A federal judge based in Mobile made clear this week that her landmark ruling striking down Alabama’s ban on same-sex marriage is not confined to a single defendant, but applies to probate officials statewide.
U.S. District Judge Callie V.S. “Ginny” Granade, whose courtroom sits in Mobile, issued the clarification after attorneys for the plaintiffs raised concerns that the Alabama Probate Judges Association had suggested her ruling bound only the state Attorney General’s Office. Granade’s order made plain that her judgment was never meant to apply narrowly. She wrote that while a stay remains in place, neither the named defendant nor probate courts anywhere in Alabama are currently obligated to act on the judgment. But if that stay is lifted, she said, the ruling’s finding that Alabama’s marriage statute and related constitutional amendment violate the U.S. Constitution’s Due Process and Equal Protection guarantees applies broadly. By Wednesday evening, the probate judges’ association said it agreed the order extends to all 67 Alabama counties.
The case traces directly back to Mobile. Plaintiffs Cari Searcy and Kim McKeand, a Mobile-area couple who married in California in 2005, filed suit after Mobile County Probate Judge Don Davis denied Searcy’s request to legally adopt the son the two women had raised together since birth, who was 9 years old at the time of the ruling. Because Alabama law recognized only McKeand as the child’s legal parent, Searcy had no formal parental rights despite raising the boy from infancy.
Granade’s original ruling made Alabama the 37th state, along with the District of Columbia, to permit same-sex marriages, finding the state’s ban unconstitutional. Days later, she issued a related ruling in favor of two other Mobile residents, James Strawser and John Humphrey, who had sued without a lawyer after being denied a marriage license.
Granade agreed to pause enforcement of her order for 14 days so the state could pursue an appeal before the Atlanta-based 11th U.S. Circuit Court of Appeals. The Attorney General’s Office had pushed for the ruling to remain on hold until the U.S. Supreme Court weighed in and settled the question nationally, and did not immediately comment on Granade’s latest clarification.
Attorneys for Searcy and McKeand welcomed the update. One of their lawyers said the order was consistent with the judge’s earlier rulings and expressed hope that probate judges across the state would follow it once it took effect. Co-counsel pointed to the possibility that Alabama residents could recover court costs and legal fees from probate judges who declined to comply once the stay lifted.
The dispute over how broadly a federal marriage ruling should apply echoed a similar fight that had recently played out in Florida. Granade’s order specifically referenced a Florida federal judge’s earlier clarification that his own ruling applied statewide rather than to a single county, reasoning that a court’s injunction against one party does not erase the underlying constitutional obligation for others.
The Mobile-rooted case continued to draw statewide attention in the days that followed, as Alabama’s Supreme Court chief justice weighed in publicly, arguing state officials were not bound to follow the federal order — a stance that drew its own ethics complaint.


§ **Task description**:
Scan the listing below for "this", then report every line that has it.

§ **Input material**:
★ ★ ★ ★ ★ ★ ★

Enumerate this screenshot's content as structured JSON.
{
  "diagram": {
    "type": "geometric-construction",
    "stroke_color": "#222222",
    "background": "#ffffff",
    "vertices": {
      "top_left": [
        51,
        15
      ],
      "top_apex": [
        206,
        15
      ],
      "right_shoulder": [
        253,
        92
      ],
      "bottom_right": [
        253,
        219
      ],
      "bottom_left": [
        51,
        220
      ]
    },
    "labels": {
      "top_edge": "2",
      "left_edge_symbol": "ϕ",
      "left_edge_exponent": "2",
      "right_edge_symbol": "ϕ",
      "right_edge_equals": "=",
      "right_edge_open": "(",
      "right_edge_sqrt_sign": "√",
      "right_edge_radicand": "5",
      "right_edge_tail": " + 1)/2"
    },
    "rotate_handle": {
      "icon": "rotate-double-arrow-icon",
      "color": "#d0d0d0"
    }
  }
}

★ ★ ★ ★ ★ ★ ★

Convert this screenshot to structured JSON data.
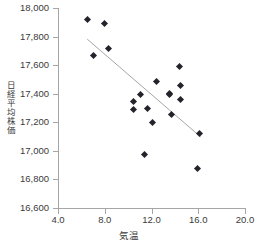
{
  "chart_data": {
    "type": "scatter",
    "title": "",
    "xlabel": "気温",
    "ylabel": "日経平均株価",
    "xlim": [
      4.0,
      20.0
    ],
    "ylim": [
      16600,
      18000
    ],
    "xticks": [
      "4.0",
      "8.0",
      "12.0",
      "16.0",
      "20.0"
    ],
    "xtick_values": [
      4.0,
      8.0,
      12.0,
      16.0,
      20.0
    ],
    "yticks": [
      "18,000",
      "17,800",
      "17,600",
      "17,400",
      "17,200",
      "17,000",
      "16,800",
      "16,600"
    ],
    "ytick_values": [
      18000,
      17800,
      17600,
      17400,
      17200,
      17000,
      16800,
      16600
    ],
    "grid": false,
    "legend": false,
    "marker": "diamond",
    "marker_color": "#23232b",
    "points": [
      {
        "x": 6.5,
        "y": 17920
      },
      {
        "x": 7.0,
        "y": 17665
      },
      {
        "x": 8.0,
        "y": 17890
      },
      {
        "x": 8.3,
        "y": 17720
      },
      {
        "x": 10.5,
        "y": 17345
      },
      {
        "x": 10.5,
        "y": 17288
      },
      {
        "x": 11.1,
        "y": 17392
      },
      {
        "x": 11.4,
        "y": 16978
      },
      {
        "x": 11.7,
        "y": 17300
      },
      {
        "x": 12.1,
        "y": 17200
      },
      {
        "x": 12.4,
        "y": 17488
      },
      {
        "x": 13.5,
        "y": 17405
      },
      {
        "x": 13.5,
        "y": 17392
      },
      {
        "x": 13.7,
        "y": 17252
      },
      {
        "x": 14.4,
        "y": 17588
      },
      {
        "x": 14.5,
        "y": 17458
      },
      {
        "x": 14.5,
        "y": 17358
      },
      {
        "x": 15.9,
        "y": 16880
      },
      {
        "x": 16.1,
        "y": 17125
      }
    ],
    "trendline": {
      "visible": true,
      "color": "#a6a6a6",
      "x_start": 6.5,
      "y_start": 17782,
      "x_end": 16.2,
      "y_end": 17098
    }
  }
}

★ ★ ★ ★ ★ ★ ★

§ **Exercise solution**:
Enumerate this screenshot's content as structured JSON.
Convert this screenshot to structured JSON data.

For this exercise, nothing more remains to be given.